Why RioCan Real Estate Investment Trust wants to act more like a corporation

Story by: Barbara Shecter | Financial Post
In what is perhaps an ironic twist for an investment vehicle long touted for its unique structure, Canada’s biggest REIT is preparing to act more like a corporation.
RioCan Real Real Estate Investment Trust plans to give never-before-granted rights and remedies to unit holders to achieve a kind of parity with the investor protection guarantees that are automatically provided to corporate shareholders under the Canada Business Corporation Act.
The REIT is adding investor protection mechanisms, such as access to an “oppression” remedy that ensures all securities holders are treated fairly, for the first time.
Its proposal would also enshrine “dissent and appraisal” rights, which essentially allow investors to bow out and demand fair value for their stakes if there is a fundamental change in what the company does, as well as offer enhanced procedures for and conduct at unit-holder meetings.
RioCan is making the move — which will be voted on by unit holders at the annual general meeting June 17 — as real estate firms prepare to step out of the shadow of financial services firms on stock market indexes and appeal to a broader investor base.
Rags Davloor, president and chief operating officer of RioCan REIT, said the trigger or “spark” behind the change was the decision by two of the world’s biggest index firms last year to declare real estate a sector of its own, rather than part of the same index as large banks, insurance companies and asset managers.
The separate index category, to be created next year by S&P Dow Jones Indices and MSCI Inc., is expected to thrust RioCan into the spotlight as one of the largest publicly traded real estate players in Canada.
“If we want to be viewed in the same light as these big corporations and we’re entering, sort of, the big leagues, for lack of a better term, we should give our [unit holders] the same rights as everybody else has in these companies,” Davloor said. “We’re hopeful that we will be on the TSX 60.”
Some institutional investors buy based on the securities in certain indexes, which analysts said should give RioCan a boost.

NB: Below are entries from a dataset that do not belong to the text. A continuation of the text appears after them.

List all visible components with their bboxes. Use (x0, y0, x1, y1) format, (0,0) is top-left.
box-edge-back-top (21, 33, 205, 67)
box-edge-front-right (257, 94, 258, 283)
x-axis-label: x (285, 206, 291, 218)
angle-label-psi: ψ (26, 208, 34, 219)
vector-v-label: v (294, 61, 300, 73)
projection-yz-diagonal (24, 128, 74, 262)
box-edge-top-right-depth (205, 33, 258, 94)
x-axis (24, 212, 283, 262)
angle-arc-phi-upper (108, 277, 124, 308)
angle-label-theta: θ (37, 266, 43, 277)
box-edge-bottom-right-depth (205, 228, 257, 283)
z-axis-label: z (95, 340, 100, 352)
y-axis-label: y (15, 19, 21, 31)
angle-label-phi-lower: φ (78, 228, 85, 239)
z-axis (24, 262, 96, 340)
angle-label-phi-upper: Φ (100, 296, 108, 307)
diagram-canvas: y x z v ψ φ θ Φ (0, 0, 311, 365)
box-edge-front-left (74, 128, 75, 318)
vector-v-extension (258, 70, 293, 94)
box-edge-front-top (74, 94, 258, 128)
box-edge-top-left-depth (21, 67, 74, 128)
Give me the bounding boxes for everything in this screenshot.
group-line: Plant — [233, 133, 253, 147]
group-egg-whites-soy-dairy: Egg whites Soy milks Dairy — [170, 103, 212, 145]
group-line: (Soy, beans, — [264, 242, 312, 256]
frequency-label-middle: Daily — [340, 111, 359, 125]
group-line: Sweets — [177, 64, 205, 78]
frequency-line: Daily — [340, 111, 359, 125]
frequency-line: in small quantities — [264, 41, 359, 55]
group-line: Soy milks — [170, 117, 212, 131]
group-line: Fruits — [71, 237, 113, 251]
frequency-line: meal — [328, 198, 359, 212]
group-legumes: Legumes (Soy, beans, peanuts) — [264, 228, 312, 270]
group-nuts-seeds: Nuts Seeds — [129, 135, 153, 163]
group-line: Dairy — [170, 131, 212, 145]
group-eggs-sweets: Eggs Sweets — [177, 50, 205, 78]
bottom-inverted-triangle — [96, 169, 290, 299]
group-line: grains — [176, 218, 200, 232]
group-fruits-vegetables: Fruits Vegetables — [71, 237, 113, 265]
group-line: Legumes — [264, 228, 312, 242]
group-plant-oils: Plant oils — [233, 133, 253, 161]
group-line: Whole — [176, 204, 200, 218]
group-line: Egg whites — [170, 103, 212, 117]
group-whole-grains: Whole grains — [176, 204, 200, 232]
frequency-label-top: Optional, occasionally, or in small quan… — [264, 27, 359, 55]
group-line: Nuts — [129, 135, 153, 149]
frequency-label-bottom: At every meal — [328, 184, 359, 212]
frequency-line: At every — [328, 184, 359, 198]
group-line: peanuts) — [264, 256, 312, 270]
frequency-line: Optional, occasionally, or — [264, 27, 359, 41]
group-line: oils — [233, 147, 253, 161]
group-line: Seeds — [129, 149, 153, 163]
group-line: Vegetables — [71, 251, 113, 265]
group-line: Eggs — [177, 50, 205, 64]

“It would raise the profile for sure,” said Matt Kornack, a National Bank Financial analyst who tracks REITs. “It also would lead to increased ownership [and] liquidity by passive index funds … This is a sizable pool of capital.”
The Canadian Coalition for Good Governance (CCGG), a shareholder rights group backed by many of Canada’s largest pension funds and money managers, began pushing for a level playing field in terms of the rights and remedies for investors in corporations and trusts in 2007. At that time, income trust conversions had burned a trail across several industries including oil and gas, financial services and media.

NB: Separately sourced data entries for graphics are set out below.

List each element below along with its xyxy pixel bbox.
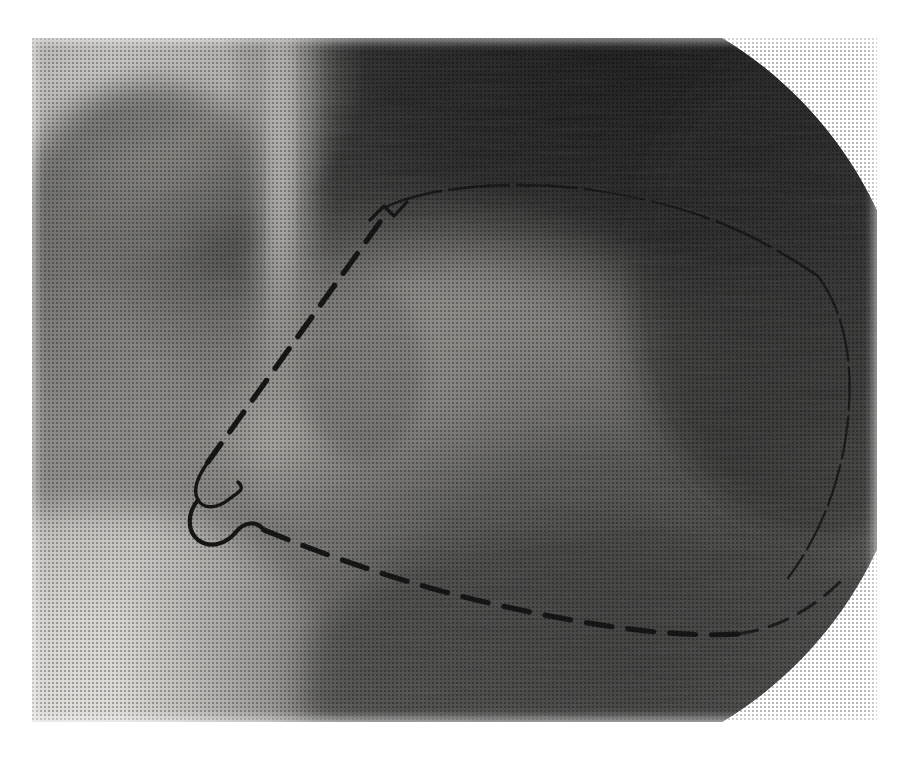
caption-remnant-text — [0, 0, 914, 16]
radiograph-image — [32, 38, 877, 722]
radiograph-plate — [32, 38, 877, 722]
film-grain — [32, 38, 877, 722]
figure-page — [0, 0, 914, 759]
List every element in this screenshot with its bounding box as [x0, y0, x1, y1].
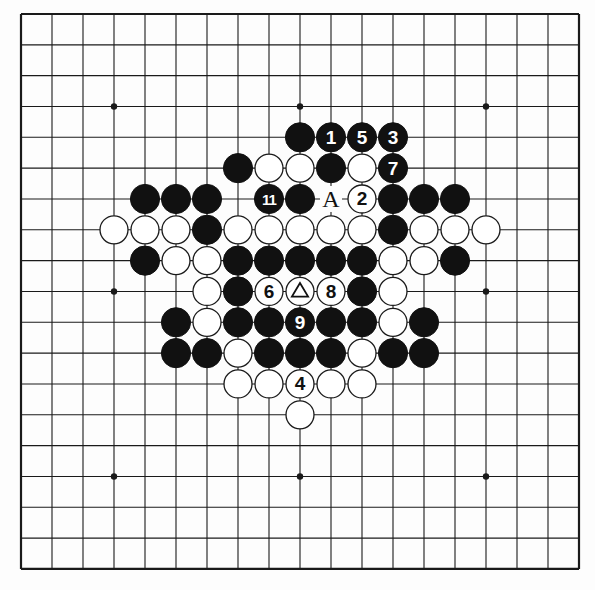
move-number-label: 9 [295, 312, 306, 333]
black-stone[interactable] [192, 184, 221, 213]
black-stone[interactable] [130, 184, 159, 213]
white-stone[interactable] [441, 216, 469, 244]
white-stone[interactable] [286, 401, 314, 429]
go-board-grid[interactable]: 15371126894 A [0, 0, 595, 590]
white-stone[interactable] [286, 216, 314, 244]
black-stone[interactable] [378, 215, 407, 244]
black-stone[interactable] [161, 184, 190, 213]
black-stone[interactable]: 7 [378, 154, 407, 183]
black-stone[interactable]: 3 [378, 123, 407, 152]
star-point-icon [111, 288, 117, 294]
white-stone[interactable] [472, 216, 500, 244]
white-stone[interactable] [100, 216, 128, 244]
black-stone[interactable] [409, 308, 438, 337]
star-point-icon [111, 103, 117, 109]
black-stone[interactable] [440, 184, 469, 213]
black-stone[interactable] [316, 339, 345, 368]
white-stone[interactable] [224, 339, 252, 367]
black-stone[interactable] [378, 339, 407, 368]
star-point-icon [297, 103, 303, 109]
black-stone[interactable]: 1 [316, 123, 345, 152]
black-stone[interactable]: 9 [285, 308, 314, 337]
white-stone[interactable] [162, 247, 190, 275]
black-stone[interactable] [192, 215, 221, 244]
black-stone[interactable] [161, 308, 190, 337]
white-stone[interactable] [348, 154, 376, 182]
black-stone[interactable]: 5 [347, 123, 376, 152]
white-stone[interactable] [193, 277, 221, 305]
move-number-label: 11 [262, 191, 277, 208]
star-point-icon [297, 473, 303, 479]
white-stone[interactable] [317, 370, 345, 398]
white-stone[interactable] [162, 216, 190, 244]
white-stone[interactable] [317, 216, 345, 244]
black-stone[interactable] [347, 246, 376, 275]
move-number-label: 1 [326, 127, 337, 148]
white-stone[interactable] [131, 216, 159, 244]
black-stone[interactable] [440, 246, 469, 275]
black-stone[interactable] [347, 277, 376, 306]
black-stone[interactable] [347, 308, 376, 337]
black-stone[interactable]: 11 [254, 184, 283, 213]
black-stone[interactable] [316, 308, 345, 337]
black-stone[interactable] [161, 339, 190, 368]
white-stone[interactable] [348, 339, 376, 367]
go-board[interactable]: 15371126894 A [0, 0, 595, 590]
black-stone[interactable] [223, 308, 252, 337]
white-stone[interactable] [379, 308, 407, 336]
move-number-label: 7 [388, 158, 399, 179]
white-stone[interactable] [410, 247, 438, 275]
move-number-label: 6 [264, 281, 275, 302]
star-point-icon [483, 473, 489, 479]
black-stone[interactable] [409, 184, 438, 213]
white-stone[interactable] [193, 247, 221, 275]
white-stone[interactable] [348, 216, 376, 244]
black-stone[interactable] [285, 246, 314, 275]
black-stone[interactable] [285, 123, 314, 152]
star-point-icon [483, 103, 489, 109]
white-stone[interactable] [286, 154, 314, 182]
move-number-label: 5 [357, 127, 368, 148]
move-number-label: 4 [295, 373, 306, 394]
white-stone[interactable]: 8 [317, 277, 345, 305]
move-number-label: 8 [326, 281, 337, 302]
star-point-icon [111, 473, 117, 479]
black-stone[interactable] [285, 339, 314, 368]
white-stone[interactable] [224, 370, 252, 398]
black-stone[interactable] [223, 246, 252, 275]
black-stone[interactable] [316, 246, 345, 275]
white-stone[interactable] [193, 308, 221, 336]
black-stone[interactable] [409, 339, 438, 368]
black-stone[interactable] [254, 339, 283, 368]
white-stone[interactable] [379, 277, 407, 305]
white-stone[interactable] [348, 370, 376, 398]
black-stone[interactable] [223, 277, 252, 306]
point-label-a: A [322, 186, 340, 212]
black-stone[interactable] [254, 246, 283, 275]
white-stone[interactable]: 6 [255, 277, 283, 305]
black-stone[interactable] [316, 154, 345, 183]
black-stone[interactable] [223, 154, 252, 183]
white-stone[interactable]: 2 [348, 185, 376, 213]
white-stone[interactable] [224, 216, 252, 244]
white-stone[interactable] [255, 216, 283, 244]
annotations-layer: A [320, 186, 342, 212]
move-number-label: 2 [357, 188, 368, 209]
move-number-label: 3 [388, 127, 399, 148]
white-stone[interactable] [255, 370, 283, 398]
white-stone[interactable] [379, 247, 407, 275]
black-stone[interactable] [254, 308, 283, 337]
black-stone[interactable] [130, 246, 159, 275]
black-stone[interactable] [192, 339, 221, 368]
white-stone[interactable]: 4 [286, 370, 314, 398]
white-stone[interactable] [410, 216, 438, 244]
star-point-icon [483, 288, 489, 294]
black-stone[interactable] [378, 184, 407, 213]
black-stone[interactable] [285, 184, 314, 213]
white-stone[interactable] [286, 277, 314, 305]
white-stone[interactable] [255, 154, 283, 182]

Edward Sonshine, CEO of RioCan Real Estate Investment Trust.
Matthew Sherwood for National Post
A change in tax treatment by the federal government cooled the trend for non-real-estate trusts, but REITs have continued to flourish in the intervening years.
Stephen Erlichman, the CCGG’s executive director, said RioCan should be commended for being the first trust he’s aware of to step up and provide unit holders with similar rights and remedies as those given to shareholders of Canada’s public corporations.
“I hope other public REITS and business trusts will follow RioCan’s lead to similarly improve their governance in accordance with the model declaration of trust provisions espoused by CCGG,” Erlichman said.
Corporate securities holders seldom access many of the protections RioCan is enshrining. But regulatory documents filed ahead of the REIT’s AGM say the trustees believe giving them to unit holders will “further enhance the Trust as an investment vehicle” by providing “fundamental rights consistent with those afforded to shareholders under corporate statutes.”
RioCan’s management information circular notes that the investor rights granted cannot be identical to those available to shareholders of corporations because they have to be given through contract rather than statutes such as those in the Canada Business Corporations Act.
“As such, there is no certainty how these rights, remedies or procedures may be treated by the courts in the non-corporate context,” the document states.
Davloor said RioCan’s trustees did not view that uncertainty as a reason to hold back on granting additional investor rights and protection.